Provision Proton Therapy files for bankruptcy
Provision CARES Proton Therapy, the company that’s been building a freestanding proton therapy center in west Orange County, filed for voluntary Chapter 11 bankruptcy protection in December in the Middle District of Tennessee, the home of its headquarters.
The company, which has three centers, two in Tennessee and the incomplete one in Central Florida, told the investors in December that it didn’t have enough money to complete its project here.
“Despite the delay, the company is working toward a restructuring of its obligations and expects to be able to complete the facility in 2021 and to resume equipping the facility with an aim of operations sometime in 2022,” said Mary Lou DuBois, president of Provision Solutions, in an email.
Tennessee-based Provision began the construction of its $95 million project last January at Hamlin in Horizon West. Its plans for the 17-acre campus also includes three medical office buildings. Proton therapy is currently recommended for kids and adults who have tumors that are localized or may be close to critical organs such as the brain and spinal cord. Unlike radiation therapy, which can damage the tissue surrounding the cancer cells, proton therapy beams can be shaped and targeted so that when they reach the tumors they stop, leaving the surrounding tissues mostly undamaged.
The company has about $18.7 million in its accounts for the center but needs at least $7 million more for the remaining construction and equipment. It also needs to pay nearly $3 million in mechanic’s liens filed against the project, according to the filing.
The major part of the Provision CARES Proton Therapy Orlando — a cyclotron — was delivered to the site last November. But, the piece hasn’t been installed and the other required equipment hasn’t been delivered to the site, according to the notice.
If established, Provision will be the second proton therapy center in Central Florida. For now, Orlando Health houses the only proton therapy center in the region.
In an interview with WVLT-TV in Knoxville, Terry Douglass, chairman of the board for Provision said, “It’s very possible that we will now have our centers structured in a way where the debt service has been reduced dramatically. That will allow us, one, to provide more charitable care because of uncertainty and reimbursement, and then be able to accept every patient that needs proton therapy.”
In brief...
BERG, a biotech company that uses patient biology and artificial intelligence, is collaborating with AdventHealth to create a patient registry biobank and enhance COVID-19 patient care by rapidly identifying the best path to improve patient outcomes, the two institutions announced.
The new biobank will be used in two phases. In the first, it will focus on patient demographics, COVID-19 clinical information and personal medical history. In the second, there will be an exploratory analysis of long-term medications that could be linked with better outcomes and lower possibility of coronavirus infection, according to BERG.
“This is going to help us not only with this pandemic, but it’ll help us learn about the next one,” said Dr. Steven Smith, chief scientific office at AdventHealth Central Florida, in an interview. “It’s teaching us how to very rapidly adapt and use data and the learnings from our patients that we care for to most effectively treat the next set of patients that come to our doors.”
Dr. Harrison Youmans has joined Rothman Orthopaedics in Orlando. He’s a fellowship-trained sports medicine physician. He was previously with Orlando Health.
Kari Vargas has been named president and CEO of AdventHealth Winter Garden and CEO of the West Orange and South Lake market. Vargas has been with the health system since 2000. Most recently, she was vice president and COO at AdventHealth Orlando.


▶ Task objective: For each line in the material below that holds "Image", copy that line.
==========
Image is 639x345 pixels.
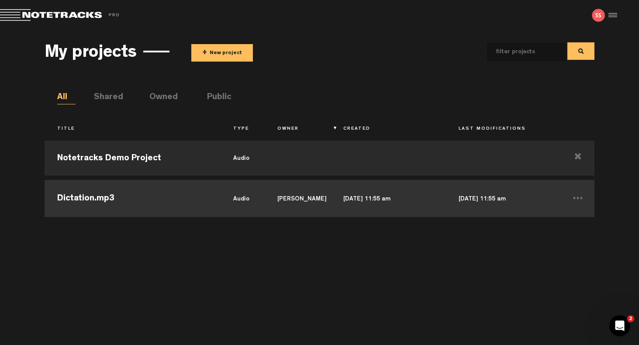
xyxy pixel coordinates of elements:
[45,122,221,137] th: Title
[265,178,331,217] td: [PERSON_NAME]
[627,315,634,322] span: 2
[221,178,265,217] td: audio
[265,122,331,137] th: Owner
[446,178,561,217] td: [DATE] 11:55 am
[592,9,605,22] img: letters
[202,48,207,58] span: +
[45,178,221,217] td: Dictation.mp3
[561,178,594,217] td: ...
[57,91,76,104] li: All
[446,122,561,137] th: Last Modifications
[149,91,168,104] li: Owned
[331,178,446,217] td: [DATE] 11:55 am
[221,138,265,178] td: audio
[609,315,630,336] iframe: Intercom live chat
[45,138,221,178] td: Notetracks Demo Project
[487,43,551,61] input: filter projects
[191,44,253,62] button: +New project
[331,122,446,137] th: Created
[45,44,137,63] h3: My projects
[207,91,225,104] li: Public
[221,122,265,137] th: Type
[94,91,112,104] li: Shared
==========
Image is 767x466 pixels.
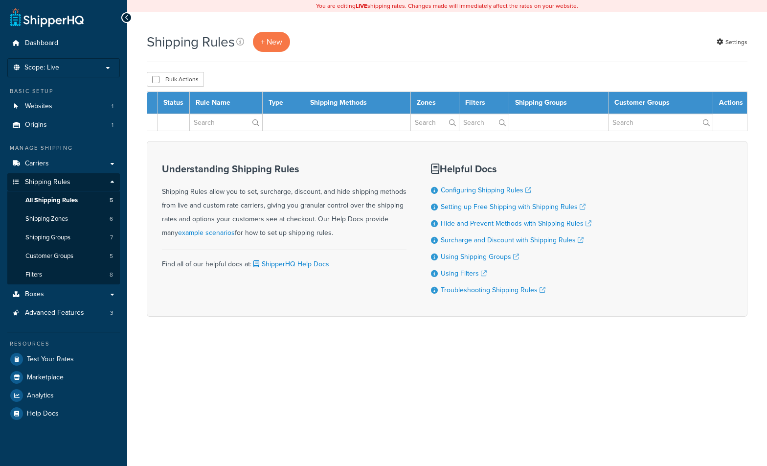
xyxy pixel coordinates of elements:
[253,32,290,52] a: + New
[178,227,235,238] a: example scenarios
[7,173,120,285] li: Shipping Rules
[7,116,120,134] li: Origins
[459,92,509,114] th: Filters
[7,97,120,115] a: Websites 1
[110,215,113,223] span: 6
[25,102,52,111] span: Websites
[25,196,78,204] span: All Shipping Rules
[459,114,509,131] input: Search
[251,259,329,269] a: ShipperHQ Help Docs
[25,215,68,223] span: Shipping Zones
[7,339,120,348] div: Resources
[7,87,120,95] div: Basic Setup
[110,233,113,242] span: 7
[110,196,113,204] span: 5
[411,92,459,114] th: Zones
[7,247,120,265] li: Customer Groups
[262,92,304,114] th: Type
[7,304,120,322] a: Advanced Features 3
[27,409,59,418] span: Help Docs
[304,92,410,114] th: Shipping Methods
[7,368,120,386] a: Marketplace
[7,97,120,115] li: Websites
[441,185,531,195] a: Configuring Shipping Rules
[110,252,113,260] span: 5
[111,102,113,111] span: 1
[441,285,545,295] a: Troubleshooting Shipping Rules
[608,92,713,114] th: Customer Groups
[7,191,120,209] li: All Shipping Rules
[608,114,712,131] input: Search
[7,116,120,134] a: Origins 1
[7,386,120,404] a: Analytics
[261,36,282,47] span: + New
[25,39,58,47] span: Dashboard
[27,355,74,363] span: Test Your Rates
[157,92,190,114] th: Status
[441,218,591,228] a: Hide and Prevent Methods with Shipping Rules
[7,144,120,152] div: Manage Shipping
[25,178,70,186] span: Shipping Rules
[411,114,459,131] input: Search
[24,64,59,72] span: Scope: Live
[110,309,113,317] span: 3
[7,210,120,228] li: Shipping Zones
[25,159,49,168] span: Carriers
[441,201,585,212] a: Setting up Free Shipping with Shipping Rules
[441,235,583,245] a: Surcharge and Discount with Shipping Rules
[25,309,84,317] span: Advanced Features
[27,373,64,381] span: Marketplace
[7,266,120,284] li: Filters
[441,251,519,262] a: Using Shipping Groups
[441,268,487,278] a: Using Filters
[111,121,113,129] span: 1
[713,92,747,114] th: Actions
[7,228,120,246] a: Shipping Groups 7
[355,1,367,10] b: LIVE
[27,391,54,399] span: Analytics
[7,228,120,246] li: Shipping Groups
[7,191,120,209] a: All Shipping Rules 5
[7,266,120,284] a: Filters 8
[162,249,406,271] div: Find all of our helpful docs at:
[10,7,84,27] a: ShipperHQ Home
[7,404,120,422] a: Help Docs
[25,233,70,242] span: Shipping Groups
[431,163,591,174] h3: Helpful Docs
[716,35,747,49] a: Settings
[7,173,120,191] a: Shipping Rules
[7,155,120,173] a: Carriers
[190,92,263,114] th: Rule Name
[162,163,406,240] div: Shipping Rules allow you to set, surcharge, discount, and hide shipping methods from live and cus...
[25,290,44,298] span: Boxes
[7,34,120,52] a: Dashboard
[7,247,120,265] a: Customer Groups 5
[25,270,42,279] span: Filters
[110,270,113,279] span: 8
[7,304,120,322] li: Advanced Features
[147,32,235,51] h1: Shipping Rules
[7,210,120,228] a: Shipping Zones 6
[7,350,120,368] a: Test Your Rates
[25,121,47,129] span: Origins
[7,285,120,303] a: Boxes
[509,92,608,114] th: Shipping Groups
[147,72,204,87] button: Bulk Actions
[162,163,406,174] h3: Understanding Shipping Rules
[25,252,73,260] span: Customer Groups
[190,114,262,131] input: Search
==========
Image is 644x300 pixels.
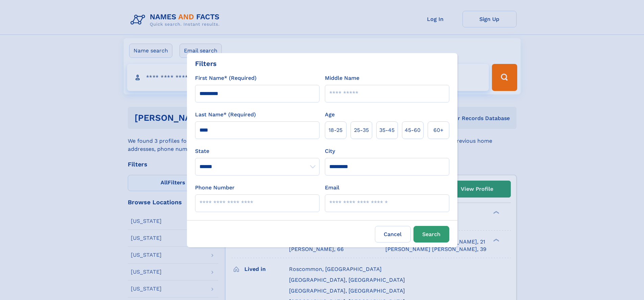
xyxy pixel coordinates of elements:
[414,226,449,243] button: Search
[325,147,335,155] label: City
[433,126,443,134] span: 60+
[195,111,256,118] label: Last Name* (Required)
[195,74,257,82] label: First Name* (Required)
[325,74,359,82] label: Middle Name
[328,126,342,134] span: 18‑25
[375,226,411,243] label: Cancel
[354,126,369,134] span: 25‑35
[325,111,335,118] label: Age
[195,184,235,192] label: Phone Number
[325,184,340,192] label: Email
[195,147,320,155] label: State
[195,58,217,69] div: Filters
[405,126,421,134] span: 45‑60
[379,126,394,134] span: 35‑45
==========
▶ Response to this task:
Image is 639x345 pixels.
Image is 767x466 pixels.
Image is 644x300 pixels.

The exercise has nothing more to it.